The key point is that nobody knows how many messages people are ‘exposed’ to. It is almost certainly not 5,000. Nobody could accurately count the number of messages they saw in a day, although technology exists for them to be equipped with body or head cameras that track everything in front of them, which would allow anybody interested to count the brand logos or ad messages in view over the course of a day. And even if it did add up to 5,000, would this be useful information?
The growth in digital media has opened the floodgates for exaggerated claims about more precise targeting, more accurate ROI measurement and ‘relevant’ ads. But we have learned that while ads can be sent to users in particular locations, focused around sites and topics that interest them and re-targeted to them as they move around the net, there are negatives as well.

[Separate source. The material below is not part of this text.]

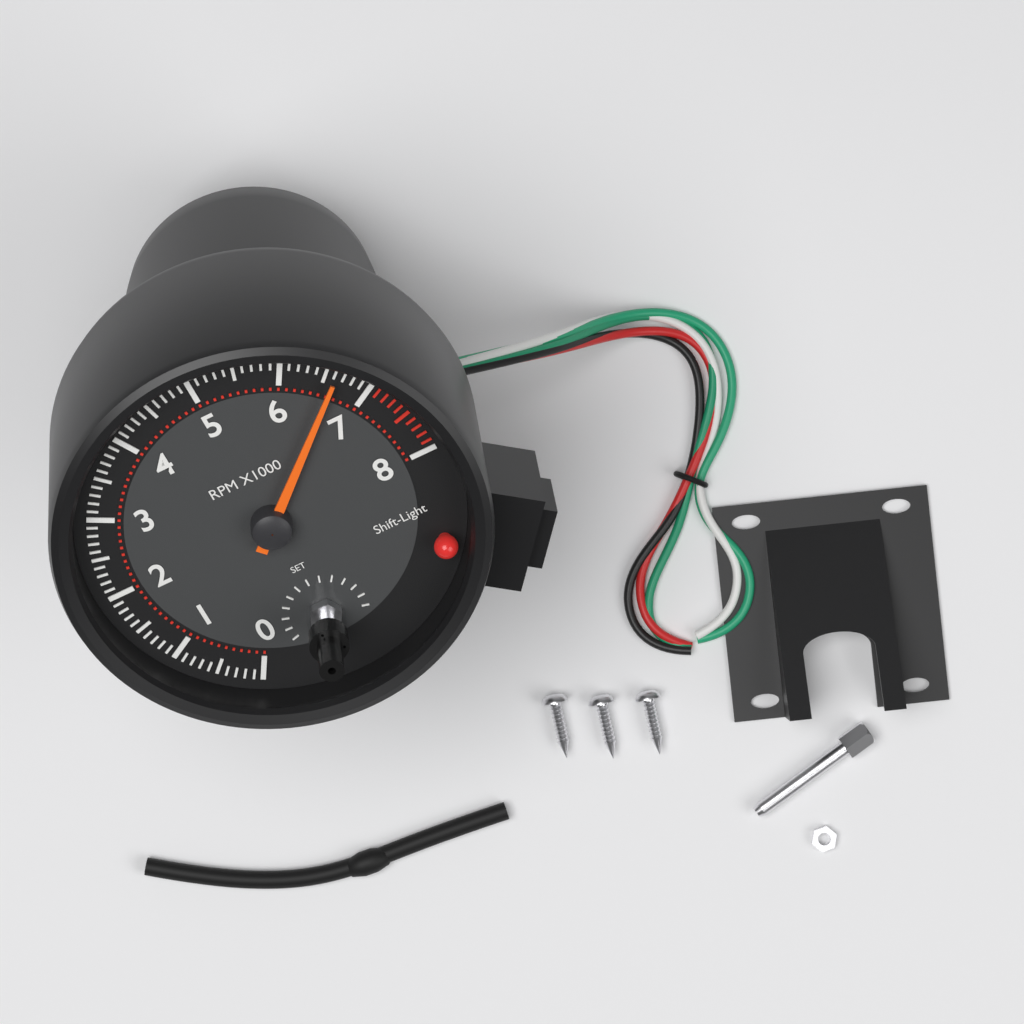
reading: 6600 RPM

Studies suggest that only half of banner ads are physically ‘viewable’ (at least half of the ad in the viewable part of the screen for a second) and only 9% of ads served are actually looked at for more than a second. Digital ad fraud is a major issue (where the ‘audience’ is not a real audience), as is the fact that as much as half the population in many countries is unreached by digital ads either because they do not have access to broadband at home or because they have installed ad blockers.
The Next Big Thing in television advertising may be ‘addressable’ advertising. In some countries, a significant proportion of households (50 million in the USA, for example) can be targeted individually by virtue of them connecting to their broadcast signal via advanced set top boxes.
Because the address of the household is known, it can be cross-referenced with other address-based data (such as presence of children, car ownership, ethnicity and income). Advertisers can then target these households with ads that are relevant to them, without bombarding households for whom the advertising is not relevant.
It is a nice idea, but the claim depends on many things: first, inventory has to be made available by the broadcasters for addressable advertising. Then, critically, the key decision-maker(s) in a household should be watching the connected set when the advertising airs. There are many circumstances in which they might not be. Some TV sets may not be connected to the box. Individuals could be watching different programmes on different sets. The fact that a TV set is switched on and tuned to a given channel (which is all we know) does not guarantee that anybody is watching or, if they are, who they are.
In other words, addressable advertising can be useful and potentially impactful, but only if a lot of conditions are fulfilled. Let’s continue to be guarded against exaggerated claims and hype.